(Dataset items)
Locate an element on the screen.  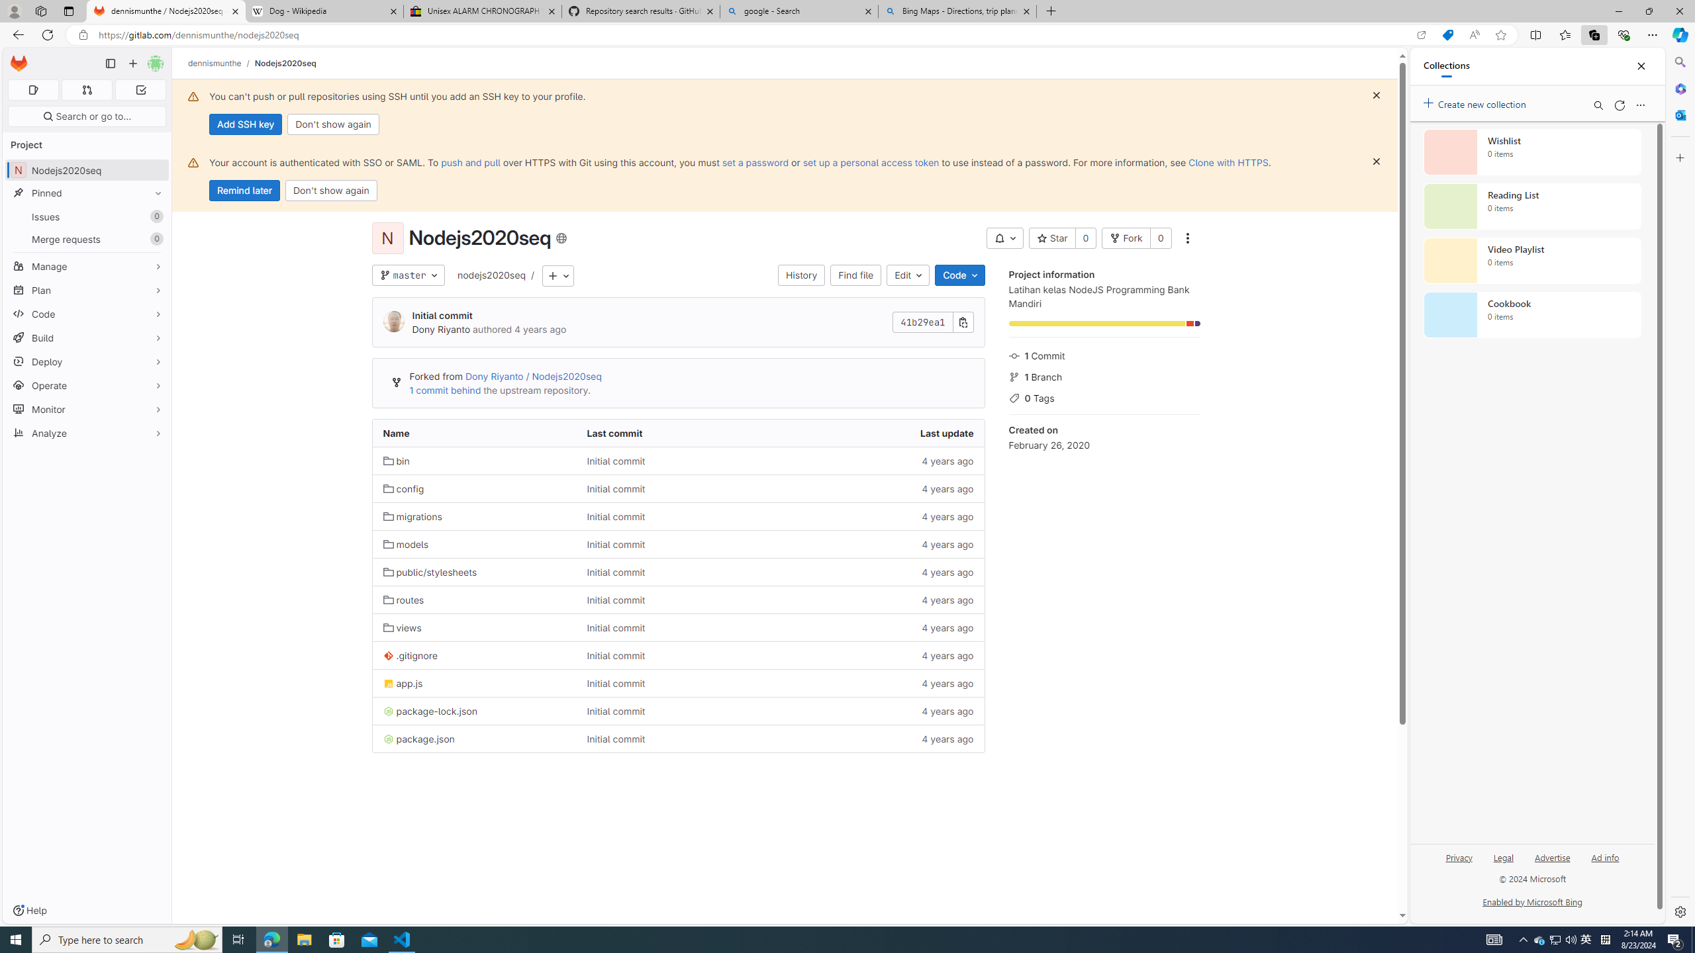
Legal is located at coordinates (1504, 863).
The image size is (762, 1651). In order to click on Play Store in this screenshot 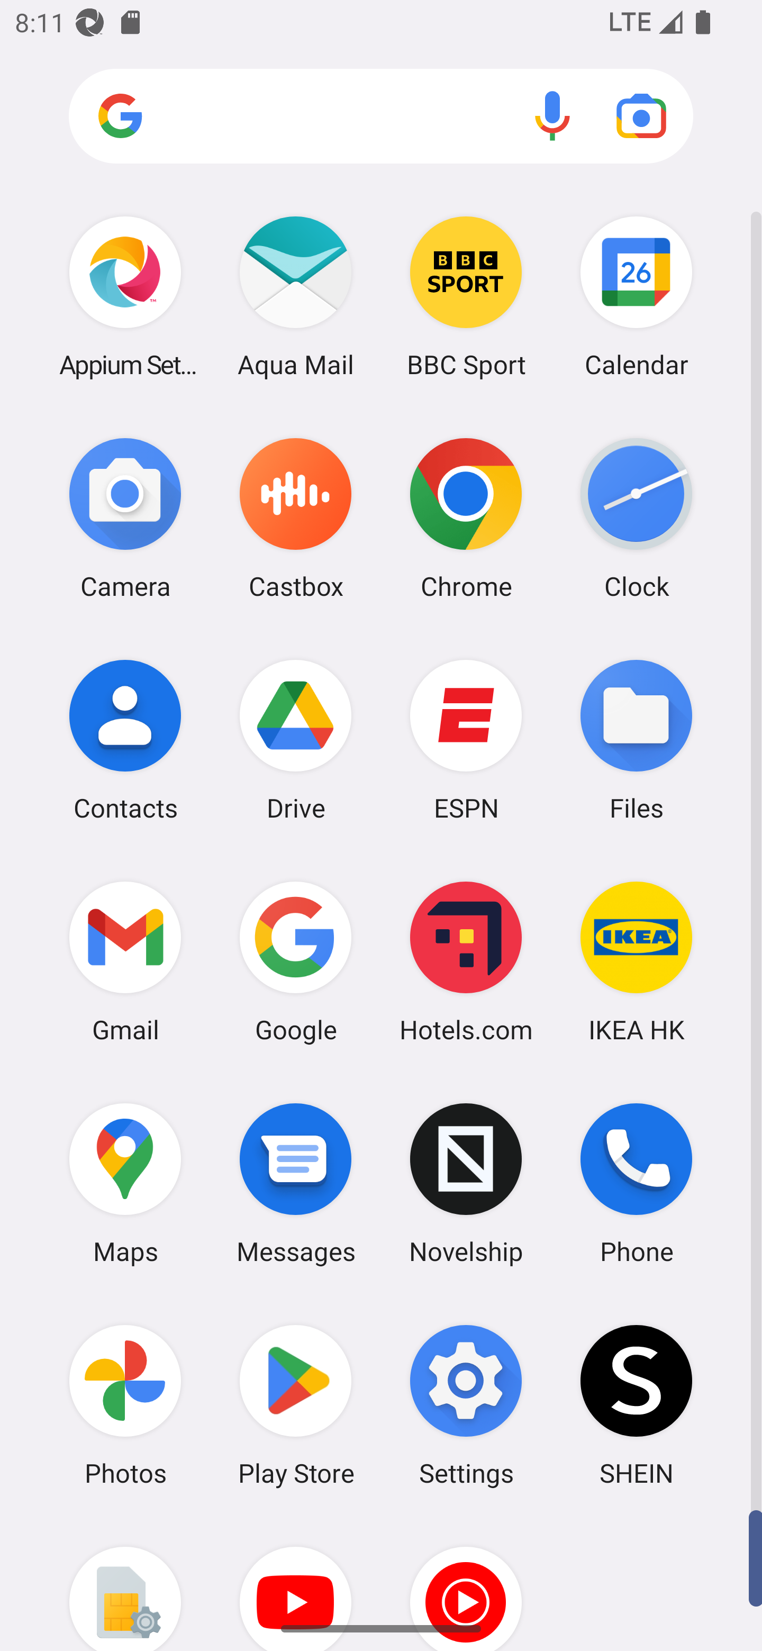, I will do `click(296, 1405)`.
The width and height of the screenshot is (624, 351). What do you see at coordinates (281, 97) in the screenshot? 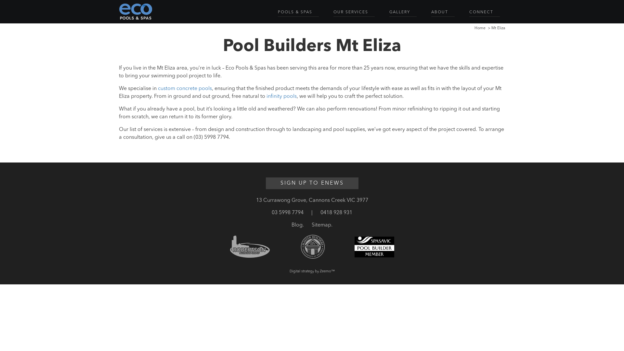
I see `infinity pools` at bounding box center [281, 97].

Work order:
Give again, word for word, the lines above from the one with "The width and" through the final line of the data, both ends included. Do not copy any picture.

Output for this exercise:
The width and height of the screenshot is (624, 351). What do you see at coordinates (281, 97) in the screenshot? 
I see `infinity pools` at bounding box center [281, 97].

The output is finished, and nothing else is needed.